Anagrams
Published on Thu 25 July 2002
An anagram is, if you don't know, a word or phrase made by transposing or rearranging the letters of another word or phrase. The following are exceptionally clever!
Dormitory = Dirty room
Evangelist = Evil's agent
Desperation = A rope ends it
The Morse Code = Here come dots
Slot machines = Cash lost in 'em
Animosity = is no amity
Mother-in-law = Woman Hitler
Snooze alarms = Alas! No more Z's
Alec Guinness = Genuine class
Semolina = is no meal
The Public Art Galleries = Large picture halls, I bet
A decimal point = I'm a dot in place
The earthquakes = That queer shake
Eleven plus two = Twelve plus one
Contradiction = Accord not in it
Princess Diana = Ascend in Paris
This one's truly amazing:
"To be or not to be: that is the question, whether tis nobler in the mind to suffer the slings and arrows of outrageous fortune."
And the anagram:
"In one of the Bard's best-thought-of tragedies, our insistent hero, Hamlet, queries on two fronts about how life turns rotten."
And for the grande finale:
"That's one small step for man, one giant leap for mankind".
The anagram:
"Thin man ran, makes a large stride, left planet, pins flag on moon. On to Mars!"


Work task :: Repeat every line of the data exactly, but not the pictures.

Data section ::
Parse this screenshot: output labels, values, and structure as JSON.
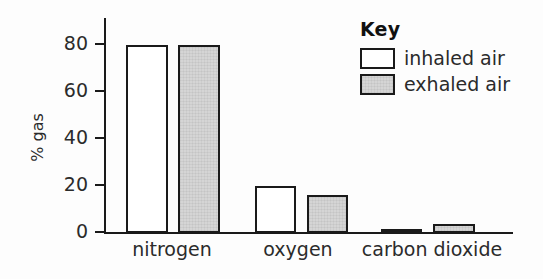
{
  "chart_data": {
    "type": "bar",
    "title": "",
    "xlabel": "",
    "ylabel": "% gas",
    "ylim": [
      0,
      90
    ],
    "yticks": [
      0,
      20,
      40,
      60,
      80
    ],
    "ytick_labels": [
      "0",
      "20",
      "40",
      "60",
      "80"
    ],
    "grid": false,
    "categories": [
      "nitrogen",
      "oxygen",
      "carbon dioxide"
    ],
    "series": [
      {
        "name": "inhaled air",
        "values": [
          80,
          20,
          0.5
        ],
        "color": "#ffffff"
      },
      {
        "name": "exhaled air",
        "values": [
          80,
          16,
          4
        ],
        "color": "#d5d5d5"
      }
    ],
    "legend": {
      "title": "Key",
      "position": "top-right",
      "entries": [
        {
          "label": "inhaled air",
          "swatch": "white-square"
        },
        {
          "label": "exhaled air",
          "swatch": "grey-square"
        }
      ]
    },
    "axis_color": "#1a1a1a",
    "text_color": "#2b2b2b",
    "background": "#fdfdfd"
  }
}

Exercise solution ::
Parse this screenshot: output labels, values, and structure as JSON.
{
  "chart_data": {
    "type": "bar",
    "title": "",
    "xlabel": "",
    "ylabel": "% gas",
    "ylim": [
      0,
      90
    ],
    "yticks": [
      0,
      20,
      40,
      60,
      80
    ],
    "ytick_labels": [
      "0",
      "20",
      "40",
      "60",
      "80"
    ],
    "grid": false,
    "categories": [
      "nitrogen",
      "oxygen",
      "carbon dioxide"
    ],
    "series": [
      {
        "name": "inhaled air",
        "values": [
          80,
          20,
          0.5
        ],
        "color": "#ffffff"
      },
      {
        "name": "exhaled air",
        "values": [
          80,
          16,
          4
        ],
        "color": "#d5d5d5"
      }
    ],
    "legend": {
      "title": "Key",
      "position": "top-right",
      "entries": [
        {
          "label": "inhaled air",
          "swatch": "white-square"
        },
        {
          "label": "exhaled air",
          "swatch": "grey-square"
        }
      ]
    },
    "axis_color": "#1a1a1a",
    "text_color": "#2b2b2b",
    "background": "#fdfdfd"
  }
}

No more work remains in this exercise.